Pratt does not sponsor the event; the campus is closed for winter break, and most if not all students have deserted it. Yet as the night wanes each Dec. 31, hundreds of local residents and whistle aficionados have gathered in the institute’s art-filled quad to hear just after midnight the clarion calls of bygone days: a ship entering the harbor or a train leaving the station.

Mr. Milster, 77, attaches a dozen whistles to a pipe outside the school’s power plant. When he pulls a cord, steam pours through a whistle’s opening, creating its own distinctive tone. Stand close enough and you’ll be enveloped in a hot cloud so thick you can’t see a thing. You’ll want to cover your ears, too, as even the smallest whistle can be heard for miles.

The steam whistle from the S.S. Normandie.Keith Williams for The New York Times The steam whistle from the S.S. Normandie.

Included in Mr. Milster’s collection is his first whistle, a five-tone device he bought from the Lackawanna Railroad after high school.

“When I bought the Lackawanna whistle, I thought, ‘I’d like to hear what it sounds like, so when can I blow it?’” he said. “People are making a lot of noise on New Year’s Eve.”

The Pratt tradition harks back to Mr. Milster’s childhood and to New York history. Growing up in Astoria, he loved hearing the whistling each New Year’s Eve from the waterfront factories, now long gone.

Perhaps his most famous whistle comes from the S.S. Normandie, a record-holding trans-Atlantic ocean liner from the 1930s. Those present for this potential final performance might not get to hear it, though. Mr. Milster has been ill with the flu, and even with the assistance of two other Pratt engineers, he is unsure whether he will be able to raise the 600-pound apparatus onto its three-foot-high mantle.

“As I’ve gotten older,” he said, “the pipes and the whistles have gotten heavier.”

He guaranteed, however, the presence of his homemade calliope, a fixed-volume relic of circuses and carousels. The instrument is similar to a pipe organ but uses steam instead of compressed air. “I did that for 2000,” he said. “I wanted something special, because that was the big one.”

His favorite whistle is from the S.S. Lansdowne, a railroad ferry that served the Detroit River from 1884 to 1956. It’s a sentimental tribute to his late wife. “That’s always the first one we blow on New Year’s Eve,” he said, “because Phyllis grew up on the Great Lakes.”

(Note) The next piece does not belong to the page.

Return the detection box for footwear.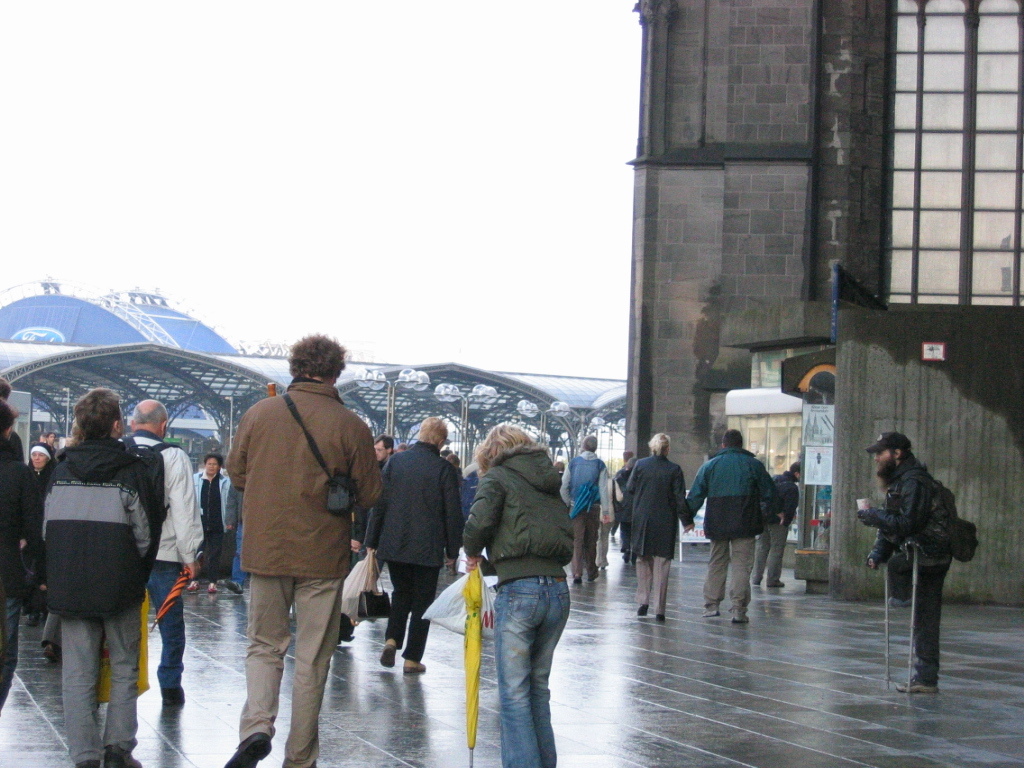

Now a top-ranked design school, Pratt was founded in 1887 to train engineers. Its power plant includes the two-level Engine Room, one of the last reminders of the school’s original focus. Although officials closed that program in 1993, the chamber’s bottom floor remains a steampunk fantasyland, with a host of dials, clocks and gauges framing three Ames steam engines from 1900 still functional thanks to Mr. Milster’s care.

Pratt officials, who are discontinuing the whistle-blowing practice over safety and insurance concerns, said Mr. Milster will have the option to blow them one last time, in 2015. As of now, though, he seems content for this to be the end.

“I do love doing this â€" it’s always been fun,” he said. “But I’ve done it so many years that the keen edge is sort of gone.”